I don't know about you, but to me Saturday night at home with your loved ones after a long brutal work week (yeah, I used to have those; Katie-Bar-The-Door still does) is not the time for cuddling up to impenetrable symbolism and stern lectures. You want stupid fun, preferably more fun than stupid, but in any event, something to turn your brain off for a while.
So do I have a choice for the best fun-stupid movie of the Silent Era? Well, sort of.
To be honest with you, I'm not sure I'd consider any silent movie to be a casual, Saturday night popcorn movie.
As I've said before, in some essential way, silent movies aren't movies at all but a sometimes puzzling, sometimes boring combination of kabuki theater and a bad Power Point presentation, all set to repetitive Wurlitzer organ music. It's also true that the farther back in time you go, the more alien is the look and feel of a movie—its themes, its pacing, and critical to the fun-stupid experience, the amount of adrenaline you can expect to find coursing through your system.
And there's also a complete absence of scatological humor and Seth Rogen's genitalia, two vital components of current comedy.
Even on a technical level, the widescreen picture (an aspect ratio greater than 1.33:1) wasn't invented until 1953, so if you own a widescreen television, you have to adjust the picture setting from "Full" to "Normal" (or whatever they call it on your system) or else even whippet-thin Audrey Hepburn looks like that pear-shaped guidance counselor you vaguely from your high school days.
So I'm warning you ahead of time that silent movies are never going to fall into the category of a fun-stupid rental.
But if there is such a thing as a fun-stupid silent movie, then that would be—well, actually that would be Buster Keaton's The General, which also just happens to be my choice for the best movie of the Silent Era.
But The General might be a little hard to come by. You have to buy it or put it on your Netflix queue and wait for it. I doubt it's sitting at the corner Blockbuster waiting for you to rent.
Instead, how about a silent movie almost as much fun that has a musical score, sound effects and narration, and best of all, you can watch for free?
That perfect storm of a movie is Charlie Chaplin's The Gold Rush, a 72-minute comedy about a gold prospector in the wilds of Alaska, chock full of laughs, action and some of the most inventive bits of business ever committed to film.
I mean, there is something pretty entertaining about watching a man eat his own shoe.
This is also the movie that in- troduced two oft- imitated bits, the one where a starving man thinks his partner is a chicken and the one where Chaplin spears two dinner rolls with forks and does a little soft-shoe with them under his chin.
Throw in a little romance, an attempted murder and a happy ending and you've got the recipe for a real good time.
Too bad it's a silent movie, right?
Well, in 1942, Chaplin added a music score, sound effects and his own narration and re-released The Gold Rush as a sound movie. This version is available in its entirety on YouTube (search for the version broken into 10 seven-minute parts) and functions as a sort of "silent movie for cheap, lazy idiots"—which may explain why I liked it so much.
If you're worried about violating somebody's copyright, you might consider that Chaplin himself purposely let the copyright lapse so that The Gold Rush, his favorite among all his work, would always be available to anyone who wanted to see it.
So have at it.
Incidentally, this re-edited edition of The Gold Rush was nominated for two Academy Awards, for sound editing and music score, a remarkable achievement considering the movie was seventeen years old at that point and one that would be impossible under today's rules. It's a measure of how beloved the movie truly was.
For the purists among you, both the sound and silent versions are available on the 2-disc special edition DVD. Many prefer the purely silent edition, arguing that Chaplin's voice is too refined and educated to fit The Tramp he played and that Chaplin is one of the few silent stars who really doesn't need any dialogue or explanation. Chaplin himself, however, considered the 1942 sound edit to be the definitive version—who am I to say he was wrong?
I rate The Gold Rush 10/10 as a movie and 6/10 as stupid-fun.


### EXERCISE
What is needed is an exact copy of the data below, pictures excluded.

━━━ PROVIDED RECORDS ━━━

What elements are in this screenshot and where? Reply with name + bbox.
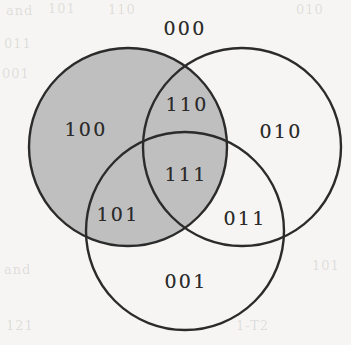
region-label-110: 110 <box>166 95 209 114</box>
region-label-001: 001 <box>165 272 208 291</box>
region-label-101: 101 <box>97 205 140 224</box>
region-label-010: 010 <box>260 122 303 141</box>
region-label-111: 111 <box>165 165 208 184</box>
venn-diagram-figure: and101110010011001and1011211-T2 000 110 … <box>0 0 351 345</box>
region-label-100: 100 <box>65 120 108 139</box>
region-label-000: 000 <box>164 19 207 38</box>
region-label-011: 011 <box>224 209 267 228</box>
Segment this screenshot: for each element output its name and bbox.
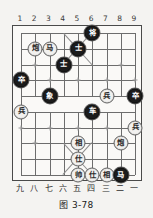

━━━

### ANSWER BOX
What elements are in this screenshot and where? Reply with name + bbox.
region-label-110: 110 <box>166 95 209 114</box>
region-label-001: 001 <box>165 272 208 291</box>
region-label-101: 101 <box>97 205 140 224</box>
region-label-010: 010 <box>260 122 303 141</box>
region-label-111: 111 <box>165 165 208 184</box>
venn-diagram-figure: and101110010011001and1011211-T2 000 110 … <box>0 0 351 345</box>
region-label-100: 100 <box>65 120 108 139</box>
region-label-000: 000 <box>164 19 207 38</box>
region-label-011: 011 <box>224 209 267 228</box>
Segment this screenshot: for each element output its name and bbox.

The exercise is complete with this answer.